Wikwemikong Tribal Police Service equipping youth with tools to combat opioid drug crisis

Wikwemikong Tribal Police Service Chief of Police Terry McCaffrey is looking forward to hosting the upcoming Youth Empowerment and Safety (Y.E.S) Drug/Opioid Awareness Conference on March 30-31 at the Manitoulin Hotel and Conference Centre in Little Current. Photo supplied.

By Rick Garrick

WIIKWEMKOONG UNCEDED TERRITORY—The Wikwemikong Tribal Police Service (WTPS) is hosting a Youth Empowerment and Safety (Y.E.S) Drug/Opioid Awareness Conference featuring nationally recognized musicians Rob KASP Sawan and Mary Black and Blaine Constant of Bloodline-Music on March 30-31.

“We’re labelling it Y.E.S — we’re inviting all youth from our island and all youth from Wiikwemkoong to attend,” says WTPS Chief of Police Terry McCaffrey. “It should be a really great event. In speaking with the [WTPS] members and the community members, they haven’t done anything like this for as long as anyone can remember, so we’re really excited as a police service to present this for our community and for our youth.”

The Y.E.S conference will be held at the Manitoulin Hotel and Conference Centre in Little Current to provide youth with information about the impacts of drug and opioid addictions, the resources available to fight addictions and what leadership is doing to help combat the opioid drug crisis.

“As everybody is aware, opioids, drug related issues, Fentanyl, all of these things are on the rise, and not only in our community, not only in Indigenous communities but all communities across Canada,” McCaffrey says. “Everybody is experiencing this, so it is so important we recognize here at WTPS that we start focusing on our youth. If we focus on our youth [so] they are able to have strategies and knowledge in place to avoid this type of lifestyle, then we’re not going to see as much of it in the future.”

The three nationally-recognized musicians, who are all on their healing journeys from substance and alcohol abuse, will speak about their healing journeys during workshops and through a Dance Party – Performance on the evening of March 30.

“A lot of their workshops are based on the fact that they themselves have struggled with addictions in their time and how they have been able to overcome that and find success,” McCaffrey says. “Those will be some of the healing journeys they will be looking to share. And then, also a good thing for the youth, they are going to be teaming up together to put on a dance party on the Saturday night from 7-10 p.m.”

Local Anishinabek leaders will also provide comments on the opioid drug issue during the Y.E.S conference.

“We want to provide a safe place for our youth to come to learn that they can live a healthy lifestyle without involving these life-damaging drugs,” McCaffrey says. “This is a complex health and social issue that needs a response that is comprehensive, collaborative, compassionate and culturally-based. This is why I have pushed for this Y.E.S conference to take place, to raise awareness on this issue.”

McCaffrey says it is important for the community to collaborate as a group to deal with the opioid drug crisis.

“We have to look at the problem from an educational perspective, we have to look at it from prevention, from treatment as well as enforcement,” McCaffrey says. “All of those pillars have to work together in order for us to effectively look at the problem. So seeing us do this and working towards the safety and security of our youth and for our community—that makes us at WTPS very proud.”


■ Task description: Go through the records below and report each line with "Praachi" in it.

BEGIN

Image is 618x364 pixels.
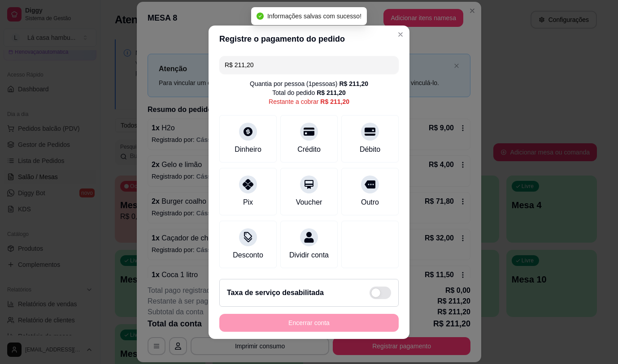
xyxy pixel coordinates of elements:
button: Close [393,27,408,42]
div: Dividir conta [289,250,329,261]
div: Quantia por pessoa ( 1 pessoas) [249,79,368,88]
div: Total do pedido [272,88,346,97]
input: Ex.: hambúrguer de cordeiro [225,56,393,74]
span: Informações salvas com sucesso! [267,13,361,20]
div: Débito [359,144,380,155]
span: check-circle [257,13,263,20]
div: R$ 211,20 [339,79,368,88]
div: Crédito [297,144,321,155]
div: Desconto [233,250,263,261]
div: R$ 211,20 [317,88,346,97]
div: Outro [361,197,379,208]
div: Pix [243,197,253,208]
h2: Taxa de serviço desabilitada [227,288,324,298]
div: Dinheiro [234,144,262,155]
div: Voucher [296,197,323,208]
div: Restante a cobrar [269,97,349,106]
div: R$ 211,20 [320,97,349,106]
header: Registre o pagamento do pedido [208,25,410,53]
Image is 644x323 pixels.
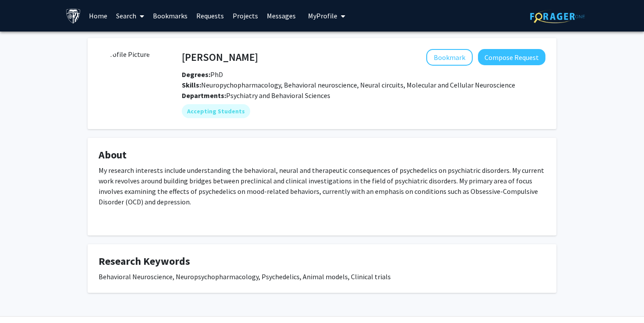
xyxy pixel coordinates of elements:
[530,9,585,23] img: ForagerOne Logo
[228,1,263,31] a: Projects
[112,1,149,31] a: Search
[85,1,112,31] a: Home
[308,11,337,20] span: My Profile
[99,165,545,207] p: My research interests include understanding the behavioral, neural and therapeutic consequences o...
[192,1,228,31] a: Requests
[182,80,201,89] b: Skills:
[478,49,545,65] button: Compose Request to Praachi Tiwari
[99,272,545,282] div: Behavioral Neuroscience, Neuropsychopharmacology, Psychedelics, Animal models, Clinical trials
[226,91,330,100] span: Psychiatry and Behavioral Sciences
[263,1,300,31] a: Messages
[66,8,81,23] img: Johns Hopkins University Logo
[99,166,544,206] span: y current work revolves around building bridges between preclinical and clinical investigations i...
[182,91,226,100] b: Departments:
[99,149,545,162] h4: About
[182,104,251,118] mat-chip: Accepting Students
[182,70,223,79] span: PhD
[149,1,192,31] a: Bookmarks
[6,284,37,317] iframe: Chat
[426,49,473,66] button: Add Praachi Tiwari to Bookmarks
[99,255,545,268] h4: Research Keywords
[99,49,164,114] img: Profile Picture
[201,80,516,89] span: Neuropychopharmacology, Behavioral neuroscience, Neural circuits, Molecular and Cellular Neurosci...
[182,49,258,65] h4: [PERSON_NAME]
[182,70,211,79] b: Degrees:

END

■ Answer to this problem:
[478,49,545,65] button: Compose Request to Praachi Tiwari
[426,49,473,66] button: Add Praachi Tiwari to Bookmarks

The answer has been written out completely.